Despite its having been aimed for a pubescent audience, I find myself digging this one out to read at least once a year. I would highly recommend it to you as well.

Rating: 5
Summary: Dated SF that still works well.
Comment: Capsule Summary: Kip wants to go to the moon, but tickets are far too expensive. He enters a contest, and ALMOST wins the trip... but, instead, gets a spacesuit. His decision to keep the spacesuit and refurbish it is the catalyst that sends him on a literally Galaxy-spanning series of adventures, starting with an alien invasion and ending with the fate of the entire Earth resting in the balance!

Review: This, like Citizen of the Galaxy, is one of RAH's best "juvenile" novels. Unlike the latter, however, Have Spacesuit... retains the flavor of the era in which it was written; overall, Heinlein did not extrapolate much on the civilization of Kip's time and it is -- especially where Kip lives -- still a mirror of the 1950s, right down to the way in which television programs were promoted. This isn't really a failing of the book, as it's a useful sort of mirror to look at the past in, and other than that it isn't dated much. The prose reads smoothly, the characters are fun, and like so many other RAH juvenile heroes Kip has to THINK his way out of his problems.
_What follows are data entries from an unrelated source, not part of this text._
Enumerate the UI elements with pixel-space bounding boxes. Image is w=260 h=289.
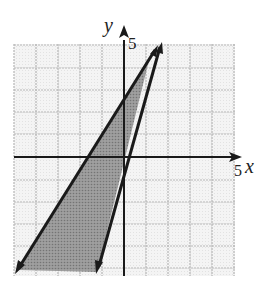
x-tick-label: 5 <box>234 162 242 180</box>
x-axis-label: x <box>245 155 254 178</box>
y-tick-label: 5 <box>128 34 137 54</box>
y-axis-label: y <box>104 14 113 37</box>
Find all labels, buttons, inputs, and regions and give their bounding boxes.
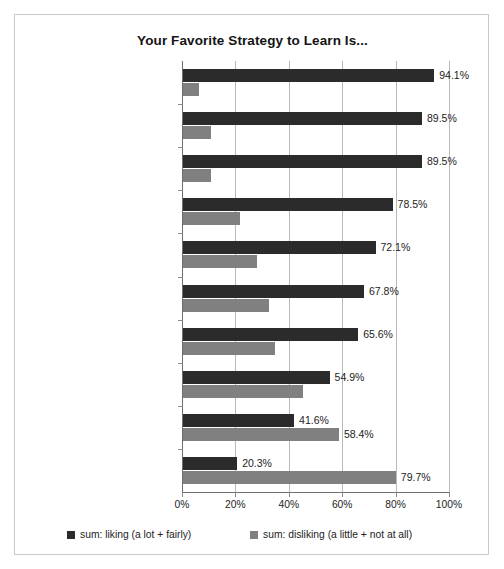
chart-title: Your Favorite Strategy to Learn Is... bbox=[15, 33, 490, 48]
bar-value-label: 20.3% bbox=[242, 457, 272, 470]
bar-liking bbox=[183, 112, 422, 125]
bar-disliking bbox=[183, 169, 211, 182]
x-axis-tick-label: 100% bbox=[436, 499, 462, 510]
category-tick bbox=[178, 363, 183, 364]
gridline bbox=[449, 61, 450, 492]
bar-value-label: 79.7% bbox=[401, 471, 431, 484]
x-axis-tick-label: 80% bbox=[385, 499, 406, 510]
x-axis-tick-label: 0% bbox=[175, 499, 190, 510]
bar-liking bbox=[183, 414, 294, 427]
bar-disliking bbox=[183, 126, 211, 139]
category-tick bbox=[178, 277, 183, 278]
bar-disliking bbox=[183, 212, 240, 225]
category-tick bbox=[178, 320, 183, 321]
bar-disliking bbox=[183, 255, 257, 268]
bar-liking bbox=[183, 198, 393, 211]
bar-liking bbox=[183, 371, 330, 384]
bar-liking bbox=[183, 241, 376, 254]
x-axis-tick-label: 40% bbox=[278, 499, 299, 510]
x-axis-tick bbox=[396, 492, 397, 497]
x-axis-tick bbox=[342, 492, 343, 497]
legend-label: sum: disliking (a little + not at all) bbox=[263, 529, 412, 540]
bar-liking bbox=[183, 69, 434, 82]
legend-item: sum: disliking (a little + not at all) bbox=[250, 529, 412, 540]
legend-swatch bbox=[250, 531, 258, 539]
x-axis-tick bbox=[182, 492, 183, 497]
bar-liking bbox=[183, 285, 364, 298]
legend-swatch bbox=[67, 531, 75, 539]
gridline bbox=[396, 61, 397, 492]
bar-value-label: 58.4% bbox=[344, 428, 374, 441]
bar-liking bbox=[183, 155, 422, 168]
bar-value-label: 89.5% bbox=[427, 112, 457, 125]
category-tick bbox=[178, 190, 183, 191]
bar-disliking bbox=[183, 385, 303, 398]
category-tick bbox=[178, 406, 183, 407]
chart-legend: sum: liking (a lot + fairly)sum: disliki… bbox=[15, 529, 490, 549]
plot-area: 94.1%Lectures in classroom89.5%Individua… bbox=[182, 61, 449, 492]
x-axis-tick bbox=[235, 492, 236, 497]
legend-label: sum: liking (a lot + fairly) bbox=[80, 529, 191, 540]
chart-frame: Your Favorite Strategy to Learn Is... 94… bbox=[14, 14, 489, 555]
bar-value-label: 67.8% bbox=[369, 285, 399, 298]
bar-value-label: 94.1% bbox=[439, 69, 469, 82]
category-tick bbox=[178, 233, 183, 234]
bar-disliking bbox=[183, 428, 339, 441]
category-tick bbox=[178, 147, 183, 148]
x-axis-tick-label: 60% bbox=[332, 499, 353, 510]
bar-disliking bbox=[183, 342, 275, 355]
bar-value-label: 72.1% bbox=[381, 241, 411, 254]
category-tick bbox=[178, 449, 183, 450]
x-axis-tick bbox=[289, 492, 290, 497]
category-tick bbox=[178, 104, 183, 105]
bar-value-label: 41.6% bbox=[299, 414, 329, 427]
bar-disliking bbox=[183, 471, 396, 484]
bar-liking bbox=[183, 328, 358, 341]
x-axis-tick-label: 20% bbox=[225, 499, 246, 510]
x-axis-line: 0%20%40%60%80%100% bbox=[182, 492, 449, 493]
bar-disliking bbox=[183, 299, 269, 312]
x-axis-tick bbox=[449, 492, 450, 497]
bar-value-label: 54.9% bbox=[335, 371, 365, 384]
legend-item: sum: liking (a lot + fairly) bbox=[67, 529, 191, 540]
bar-value-label: 65.6% bbox=[363, 328, 393, 341]
bar-liking bbox=[183, 457, 237, 470]
bar-value-label: 89.5% bbox=[427, 155, 457, 168]
bar-value-label: 78.5% bbox=[398, 198, 428, 211]
bar-disliking bbox=[183, 83, 199, 96]
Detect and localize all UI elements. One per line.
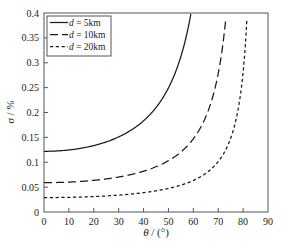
x-tick-label: 80 xyxy=(238,216,248,227)
svg-text:θ / (°): θ / (°) xyxy=(143,226,169,239)
y-axis-title-rest: / % xyxy=(4,100,16,118)
y-tick-label: 0.35 xyxy=(22,32,40,43)
svg-text:σ / %: σ / % xyxy=(4,100,16,123)
legend-label: d = 10km xyxy=(69,30,106,40)
y-tick-label: 0.1 xyxy=(27,157,40,168)
y-axis-title: σ / % xyxy=(4,100,16,123)
x-tick-label: 90 xyxy=(263,216,273,227)
x-axis-title: θ / (°) xyxy=(143,226,169,239)
x-axis-title-rest: / (°) xyxy=(149,226,170,239)
legend-label: d = 5km xyxy=(69,18,101,28)
legend: d = 5kmd = 10kmd = 20km xyxy=(47,16,111,56)
x-tick-label: 10 xyxy=(64,216,74,227)
x-tick-label: 0 xyxy=(42,216,47,227)
y-tick-label: 0.25 xyxy=(22,82,40,93)
y-tick-label: 0.2 xyxy=(27,107,40,118)
y-tick-label: 0.05 xyxy=(22,182,40,193)
legend-label: d = 20km xyxy=(69,42,106,52)
y-tick-label: 0 xyxy=(34,207,39,218)
x-tick-label: 20 xyxy=(89,216,99,227)
y-tick-label: 0.3 xyxy=(27,57,40,68)
x-tick-label: 60 xyxy=(188,216,198,227)
x-tick-label: 30 xyxy=(114,216,124,227)
y-tick-label: 0.4 xyxy=(27,8,40,19)
y-tick-label: 0.15 xyxy=(22,132,40,143)
chart-figure: 0102030405060708090 00.050.10.150.20.250… xyxy=(0,0,282,247)
x-tick-label: 70 xyxy=(213,216,223,227)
This book also emphasizes one of Heinlein's favorite themes, which was that it was important for a man to get a broad AND deep education. Kip starts the book out drifting along through school -- bright as hell, but the schools he goes to aren't interested in pushing him. When he becomes obsessed with space, however, his father points out just how much he's going to have to know in order to get into any college that might possibly get him a spacegoing job, and Kip starts learning on his own. As it turns out, the wide-ranging subjects he learns -- ranging from pharmacy to Latin to orbital mechanics -- have essential application in his adventures across the Galaxy.